The crushing weight on his torso abated, followed by, “I got one!” An animal yelp of pain accompanied the first man’s boast. “Grab the other little one. This guy is useless.” Clayton got a kick to his ribs, guessing that he was ‘this guy’.
His vision went hazy at Tommy’s cry of pain. Something deep inside his head throbbed sharply—that same nagging sensation of otherness he’d never fully outgrown—trying to get his attention. But he didn’t have time for it, so he pushed it aside.
Useless? How dare these complete strangers assume Clayton was useless? Just because he was shivering in a ball on the ground and moaning in pain didn’t mean he was useless.
He pushed himself to his knees and grabbed the second man’s leg, stopping him before he could run after Merry. This would be the perfect time for the roof to cave in.
He waited expectantly, but nothing happened. “Oh, come on!”
He gritted his teeth, tasting the faint hint of blood. Sure, his affliction loved to follow him around all day, every day, spilling paint cans on him, tearing his trousers, giving him concussions, but when he needed it, where was it? “Not even a single falling brick? How about a rat stampede? Is that really too much to ask for?”
The owner of the leg he was clinging to seemed to think so, or at least that was how Clayton decided to interpret the look of irritated confusion on the man’s face.
Leg Owner pulled back a fist, and pain flared in Clayton’s brain. He hugged the man’s leg, moaning.
“Wait, I haven’t hit you yet,” Leg Owner complained.
Clayton’s mind exploded. The faint throbbing he’d been shoving back all day had become a raging inferno of colors spanning the entire spectrum—some of which he’d never seen before.
Clayton could still feel the world around him, the rock digging into his knees, the squelching in his shoe where it had leaked, and Leg Owner’s leg clutched in his arms, but Clayton’s mind was not in the Real.
This was new. His affliction had never made him hallucinate before.
Clayton got an impression of something vast laced with a hint of fond exasperation, and then he was racing toward a point somewhere in the infinite distance.
A voice. No, not a voice. A sense of familiarity, of homecoming. A song.
Then nothing.
Dark, warm, safe.
This was a good place. Clayton couldn’t remember ever feeling so peaceful and at one with himself.
“He’s not here. Why isn’t he here?!” A feminine voice jarred Clayton’s tranquility.
It was laced with fear, and instinctively, Clayton tried to sit up, searching for the voice’s owner. Unfortunately, he seemed to have misplaced his body. He could panic about that, but something about the voice was hauntingly familiar and drew him away from his bodiless quandary. He couldn’t quite put his finger on where he’d heard it before.
It had a strange accent he wasn’t familiar with. Come to think of it, it was using a language he wasn’t familiar with, either—there were a lot of long vowels involved and a cadence strangely reminiscent of the odd smell the small army of men who had landed on him moments ago exuded. Would Clayton be sneezing right now if he had a body?
Fortunately, Clayton had never met a language he didn’t understand. It was his one real talent outside of baking and likely the only reason he’d been accepted into the Guard in the first place.
“How can he not be here? Where else could he have gone?” This voice was masculine and was speaking the strange language as well. It was also painfully familiar.
It’d be nice if Clayton could see. But he supposed that, with having no body, he should be grateful he could hear.
Amusement rippled around him. And it wasn’t his.
:Oh my little traveler, how much fun you are. I would love to keep you, but something tells me you won’t stay.:A voice whispered through him, touching the core of his being and making him shiver.
“Stay? Stay where? Am I in an actual place? Because I thought I was having an episode.” Clayton sometimes thought his entire life was one long, drawn-out psychotic break, but this was taking things to the next level.
Laughter shimmered and winnowed its way through him, swirling his consciousness around like flower petals in a breeze.
Clayton didn’t recommend the sensation.
:Part of you is here… and part of you is there. Vis wouldn’t give you back quite so easily, after all. They and I don’t get along very well, you know.:
Before Clayton had a chance to even begin to unpack that statement, the familiar feminine voice howled in grief, and the sound shook Clayton to his core.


Could you set down every record exactly as it appears?
Material for the task section start
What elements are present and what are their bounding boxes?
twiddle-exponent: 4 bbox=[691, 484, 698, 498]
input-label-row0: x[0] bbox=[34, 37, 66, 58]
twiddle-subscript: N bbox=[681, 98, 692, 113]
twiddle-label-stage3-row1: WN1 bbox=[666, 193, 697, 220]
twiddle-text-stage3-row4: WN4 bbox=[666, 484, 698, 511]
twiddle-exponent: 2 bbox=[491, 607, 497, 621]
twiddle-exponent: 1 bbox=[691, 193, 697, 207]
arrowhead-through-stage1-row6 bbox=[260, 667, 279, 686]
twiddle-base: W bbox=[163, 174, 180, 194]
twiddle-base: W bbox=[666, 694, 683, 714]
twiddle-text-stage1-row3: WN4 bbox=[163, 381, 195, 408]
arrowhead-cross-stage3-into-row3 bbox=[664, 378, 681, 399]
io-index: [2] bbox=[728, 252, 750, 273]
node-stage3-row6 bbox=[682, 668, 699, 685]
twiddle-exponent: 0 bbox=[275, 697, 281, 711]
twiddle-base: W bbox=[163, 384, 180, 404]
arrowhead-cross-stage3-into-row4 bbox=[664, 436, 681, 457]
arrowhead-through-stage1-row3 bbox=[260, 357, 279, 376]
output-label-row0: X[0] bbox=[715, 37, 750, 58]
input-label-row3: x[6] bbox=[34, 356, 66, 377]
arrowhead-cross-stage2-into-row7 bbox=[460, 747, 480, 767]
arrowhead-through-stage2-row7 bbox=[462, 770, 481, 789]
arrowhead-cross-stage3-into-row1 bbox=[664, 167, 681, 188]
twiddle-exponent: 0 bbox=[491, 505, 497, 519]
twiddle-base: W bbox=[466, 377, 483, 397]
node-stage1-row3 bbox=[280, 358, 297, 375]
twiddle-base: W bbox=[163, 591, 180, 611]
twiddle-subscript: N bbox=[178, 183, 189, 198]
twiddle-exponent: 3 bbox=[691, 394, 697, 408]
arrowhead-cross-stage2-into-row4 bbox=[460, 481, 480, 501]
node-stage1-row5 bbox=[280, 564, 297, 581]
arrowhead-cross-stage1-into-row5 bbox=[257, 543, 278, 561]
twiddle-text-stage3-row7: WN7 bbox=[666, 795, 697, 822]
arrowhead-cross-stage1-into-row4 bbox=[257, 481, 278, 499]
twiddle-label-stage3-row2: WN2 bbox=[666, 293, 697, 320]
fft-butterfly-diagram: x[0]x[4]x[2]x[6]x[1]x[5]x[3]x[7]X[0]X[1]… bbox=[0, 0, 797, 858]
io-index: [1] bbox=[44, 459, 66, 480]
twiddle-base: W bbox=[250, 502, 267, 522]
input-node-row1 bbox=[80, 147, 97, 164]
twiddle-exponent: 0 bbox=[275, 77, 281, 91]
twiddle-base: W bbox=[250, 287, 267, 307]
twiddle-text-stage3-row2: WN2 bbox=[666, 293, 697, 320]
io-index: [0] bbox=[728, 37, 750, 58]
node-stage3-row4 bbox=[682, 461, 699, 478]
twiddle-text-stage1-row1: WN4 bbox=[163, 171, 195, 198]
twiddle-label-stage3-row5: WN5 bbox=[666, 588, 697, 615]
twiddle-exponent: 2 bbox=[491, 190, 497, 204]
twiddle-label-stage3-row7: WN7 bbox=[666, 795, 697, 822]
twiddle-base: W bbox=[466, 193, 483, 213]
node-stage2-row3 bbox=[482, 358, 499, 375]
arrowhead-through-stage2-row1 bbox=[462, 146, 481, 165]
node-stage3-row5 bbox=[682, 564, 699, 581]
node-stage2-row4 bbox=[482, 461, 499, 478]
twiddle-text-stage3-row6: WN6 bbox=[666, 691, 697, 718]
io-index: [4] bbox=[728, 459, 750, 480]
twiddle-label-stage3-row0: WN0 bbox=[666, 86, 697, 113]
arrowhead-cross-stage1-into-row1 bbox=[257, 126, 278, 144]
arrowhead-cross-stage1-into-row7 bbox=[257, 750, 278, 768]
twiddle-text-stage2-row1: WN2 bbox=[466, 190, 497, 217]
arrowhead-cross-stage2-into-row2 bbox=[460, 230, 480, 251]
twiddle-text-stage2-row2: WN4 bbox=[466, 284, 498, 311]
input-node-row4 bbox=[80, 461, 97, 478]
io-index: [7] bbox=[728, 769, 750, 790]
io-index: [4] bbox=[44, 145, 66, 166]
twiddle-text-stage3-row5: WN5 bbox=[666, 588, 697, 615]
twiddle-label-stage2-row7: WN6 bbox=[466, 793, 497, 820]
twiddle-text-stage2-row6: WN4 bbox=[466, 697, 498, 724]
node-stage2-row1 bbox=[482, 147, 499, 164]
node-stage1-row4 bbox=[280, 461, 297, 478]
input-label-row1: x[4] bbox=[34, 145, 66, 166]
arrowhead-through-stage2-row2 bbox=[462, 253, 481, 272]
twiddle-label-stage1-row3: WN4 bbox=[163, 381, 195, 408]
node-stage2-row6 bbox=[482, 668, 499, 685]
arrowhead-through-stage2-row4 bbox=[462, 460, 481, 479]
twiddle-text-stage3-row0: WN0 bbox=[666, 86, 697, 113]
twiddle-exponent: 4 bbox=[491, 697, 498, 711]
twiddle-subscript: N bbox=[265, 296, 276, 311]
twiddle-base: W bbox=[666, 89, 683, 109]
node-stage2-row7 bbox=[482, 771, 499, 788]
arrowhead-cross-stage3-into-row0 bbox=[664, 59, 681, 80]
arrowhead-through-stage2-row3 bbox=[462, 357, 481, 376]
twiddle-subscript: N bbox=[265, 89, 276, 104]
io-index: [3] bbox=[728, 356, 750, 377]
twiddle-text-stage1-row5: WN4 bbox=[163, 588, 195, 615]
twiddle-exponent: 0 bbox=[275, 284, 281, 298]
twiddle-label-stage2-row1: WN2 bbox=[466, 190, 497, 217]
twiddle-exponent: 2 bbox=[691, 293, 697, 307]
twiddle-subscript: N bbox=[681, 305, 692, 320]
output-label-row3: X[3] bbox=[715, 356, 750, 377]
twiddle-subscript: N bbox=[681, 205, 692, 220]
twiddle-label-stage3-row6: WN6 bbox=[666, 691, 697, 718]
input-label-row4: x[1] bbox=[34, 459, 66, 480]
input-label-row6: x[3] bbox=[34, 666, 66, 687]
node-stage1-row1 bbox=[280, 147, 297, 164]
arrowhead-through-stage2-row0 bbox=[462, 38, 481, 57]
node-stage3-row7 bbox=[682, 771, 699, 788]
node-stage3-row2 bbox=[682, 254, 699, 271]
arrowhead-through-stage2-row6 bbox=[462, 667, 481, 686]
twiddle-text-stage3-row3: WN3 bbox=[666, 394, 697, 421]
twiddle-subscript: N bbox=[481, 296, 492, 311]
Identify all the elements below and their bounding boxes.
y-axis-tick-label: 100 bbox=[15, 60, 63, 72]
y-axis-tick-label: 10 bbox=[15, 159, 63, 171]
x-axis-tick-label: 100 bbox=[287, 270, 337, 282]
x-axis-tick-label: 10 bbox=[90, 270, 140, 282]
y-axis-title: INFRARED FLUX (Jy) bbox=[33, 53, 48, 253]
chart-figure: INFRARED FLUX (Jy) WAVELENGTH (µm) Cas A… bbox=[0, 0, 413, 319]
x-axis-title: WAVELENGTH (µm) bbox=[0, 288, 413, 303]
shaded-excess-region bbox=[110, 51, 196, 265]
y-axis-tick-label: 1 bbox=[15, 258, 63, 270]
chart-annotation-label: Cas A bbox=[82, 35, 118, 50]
Material for the task section end
Finished exercise:
What elements are present and what are their bounding boxes?
twiddle-exponent: 4 bbox=[691, 484, 698, 498]
input-label-row0: x[0] bbox=[34, 37, 66, 58]
twiddle-subscript: N bbox=[681, 98, 692, 113]
twiddle-label-stage3-row1: WN1 bbox=[666, 193, 697, 220]
twiddle-text-stage3-row4: WN4 bbox=[666, 484, 698, 511]
twiddle-exponent: 2 bbox=[491, 607, 497, 621]
twiddle-exponent: 1 bbox=[691, 193, 697, 207]
arrowhead-through-stage1-row6 bbox=[260, 667, 279, 686]
twiddle-base: W bbox=[163, 174, 180, 194]
twiddle-base: W bbox=[666, 694, 683, 714]
twiddle-text-stage1-row3: WN4 bbox=[163, 381, 195, 408]
arrowhead-cross-stage3-into-row3 bbox=[664, 378, 681, 399]
io-index: [2] bbox=[728, 252, 750, 273]
node-stage3-row6 bbox=[682, 668, 699, 685]
twiddle-exponent: 0 bbox=[275, 697, 281, 711]
twiddle-base: W bbox=[163, 384, 180, 404]
arrowhead-cross-stage3-into-row4 bbox=[664, 436, 681, 457]
arrowhead-through-stage1-row3 bbox=[260, 357, 279, 376]
output-label-row0: X[0] bbox=[715, 37, 750, 58]
input-label-row3: x[6] bbox=[34, 356, 66, 377]
arrowhead-cross-stage2-into-row7 bbox=[460, 747, 480, 767]
arrowhead-through-stage2-row7 bbox=[462, 770, 481, 789]
arrowhead-cross-stage3-into-row1 bbox=[664, 167, 681, 188]
twiddle-exponent: 0 bbox=[491, 505, 497, 519]
twiddle-base: W bbox=[466, 377, 483, 397]
node-stage1-row3 bbox=[280, 358, 297, 375]
twiddle-base: W bbox=[163, 591, 180, 611]
twiddle-subscript: N bbox=[178, 183, 189, 198]
twiddle-exponent: 3 bbox=[691, 394, 697, 408]
arrowhead-cross-stage2-into-row4 bbox=[460, 481, 480, 501]
node-stage1-row5 bbox=[280, 564, 297, 581]
arrowhead-cross-stage1-into-row5 bbox=[257, 543, 278, 561]
twiddle-text-stage3-row7: WN7 bbox=[666, 795, 697, 822]
arrowhead-cross-stage1-into-row4 bbox=[257, 481, 278, 499]
twiddle-label-stage3-row2: WN2 bbox=[666, 293, 697, 320]
fft-butterfly-diagram: x[0]x[4]x[2]x[6]x[1]x[5]x[3]x[7]X[0]X[1]… bbox=[0, 0, 797, 858]
io-index: [1] bbox=[44, 459, 66, 480]
twiddle-base: W bbox=[250, 502, 267, 522]
input-node-row1 bbox=[80, 147, 97, 164]
twiddle-exponent: 0 bbox=[275, 77, 281, 91]
twiddle-base: W bbox=[250, 287, 267, 307]
twiddle-text-stage3-row2: WN2 bbox=[666, 293, 697, 320]
io-index: [0] bbox=[728, 37, 750, 58]
node-stage3-row4 bbox=[682, 461, 699, 478]
twiddle-text-stage1-row1: WN4 bbox=[163, 171, 195, 198]
twiddle-label-stage3-row5: WN5 bbox=[666, 588, 697, 615]
twiddle-exponent: 2 bbox=[491, 190, 497, 204]
twiddle-label-stage3-row7: WN7 bbox=[666, 795, 697, 822]
twiddle-base: W bbox=[466, 193, 483, 213]
node-stage2-row3 bbox=[482, 358, 499, 375]
arrowhead-through-stage2-row1 bbox=[462, 146, 481, 165]
node-stage3-row5 bbox=[682, 564, 699, 581]
node-stage2-row4 bbox=[482, 461, 499, 478]
twiddle-text-stage3-row6: WN6 bbox=[666, 691, 697, 718]
io-index: [4] bbox=[728, 459, 750, 480]
twiddle-label-stage3-row0: WN0 bbox=[666, 86, 697, 113]
arrowhead-cross-stage1-into-row1 bbox=[257, 126, 278, 144]
arrowhead-cross-stage1-into-row7 bbox=[257, 750, 278, 768]
twiddle-text-stage2-row1: WN2 bbox=[466, 190, 497, 217]
arrowhead-cross-stage2-into-row2 bbox=[460, 230, 480, 251]
twiddle-text-stage2-row2: WN4 bbox=[466, 284, 498, 311]
input-node-row4 bbox=[80, 461, 97, 478]
io-index: [7] bbox=[728, 769, 750, 790]
io-index: [4] bbox=[44, 145, 66, 166]
twiddle-text-stage3-row5: WN5 bbox=[666, 588, 697, 615]
twiddle-label-stage2-row7: WN6 bbox=[466, 793, 497, 820]
twiddle-text-stage2-row6: WN4 bbox=[466, 697, 498, 724]
node-stage2-row1 bbox=[482, 147, 499, 164]
node-stage1-row4 bbox=[280, 461, 297, 478]
input-label-row1: x[4] bbox=[34, 145, 66, 166]
arrowhead-through-stage2-row2 bbox=[462, 253, 481, 272]
twiddle-label-stage1-row3: WN4 bbox=[163, 381, 195, 408]
node-stage2-row6 bbox=[482, 668, 499, 685]
arrowhead-through-stage2-row4 bbox=[462, 460, 481, 479]
twiddle-text-stage3-row0: WN0 bbox=[666, 86, 697, 113]
twiddle-exponent: 4 bbox=[491, 697, 498, 711]
twiddle-subscript: N bbox=[265, 296, 276, 311]
twiddle-base: W bbox=[666, 89, 683, 109]
node-stage2-row7 bbox=[482, 771, 499, 788]
arrowhead-cross-stage3-into-row0 bbox=[664, 59, 681, 80]
arrowhead-through-stage2-row3 bbox=[462, 357, 481, 376]
twiddle-subscript: N bbox=[265, 89, 276, 104]
io-index: [3] bbox=[728, 356, 750, 377]
twiddle-text-stage1-row5: WN4 bbox=[163, 588, 195, 615]
twiddle-exponent: 0 bbox=[275, 284, 281, 298]
twiddle-label-stage2-row1: WN2 bbox=[466, 190, 497, 217]
twiddle-exponent: 2 bbox=[691, 293, 697, 307]
twiddle-subscript: N bbox=[681, 305, 692, 320]
output-label-row3: X[3] bbox=[715, 356, 750, 377]
twiddle-subscript: N bbox=[681, 205, 692, 220]
twiddle-label-stage3-row6: WN6 bbox=[666, 691, 697, 718]
input-label-row4: x[1] bbox=[34, 459, 66, 480]
input-label-row6: x[3] bbox=[34, 666, 66, 687]
node-stage1-row1 bbox=[280, 147, 297, 164]
arrowhead-through-stage2-row0 bbox=[462, 38, 481, 57]
node-stage3-row7 bbox=[682, 771, 699, 788]
node-stage3-row2 bbox=[682, 254, 699, 271]
arrowhead-through-stage2-row6 bbox=[462, 667, 481, 686]
twiddle-text-stage3-row3: WN3 bbox=[666, 394, 697, 421]
twiddle-subscript: N bbox=[481, 296, 492, 311]
Identify all the elements below and their bounding boxes.
y-axis-tick-label: 100 bbox=[15, 60, 63, 72]
y-axis-tick-label: 10 bbox=[15, 159, 63, 171]
x-axis-tick-label: 100 bbox=[287, 270, 337, 282]
x-axis-tick-label: 10 bbox=[90, 270, 140, 282]
y-axis-title: INFRARED FLUX (Jy) bbox=[33, 53, 48, 253]
chart-figure: INFRARED FLUX (Jy) WAVELENGTH (µm) Cas A… bbox=[0, 0, 413, 319]
x-axis-title: WAVELENGTH (µm) bbox=[0, 288, 413, 303]
shaded-excess-region bbox=[110, 51, 196, 265]
y-axis-tick-label: 1 bbox=[15, 258, 63, 270]
chart-annotation-label: Cas A bbox=[82, 35, 118, 50]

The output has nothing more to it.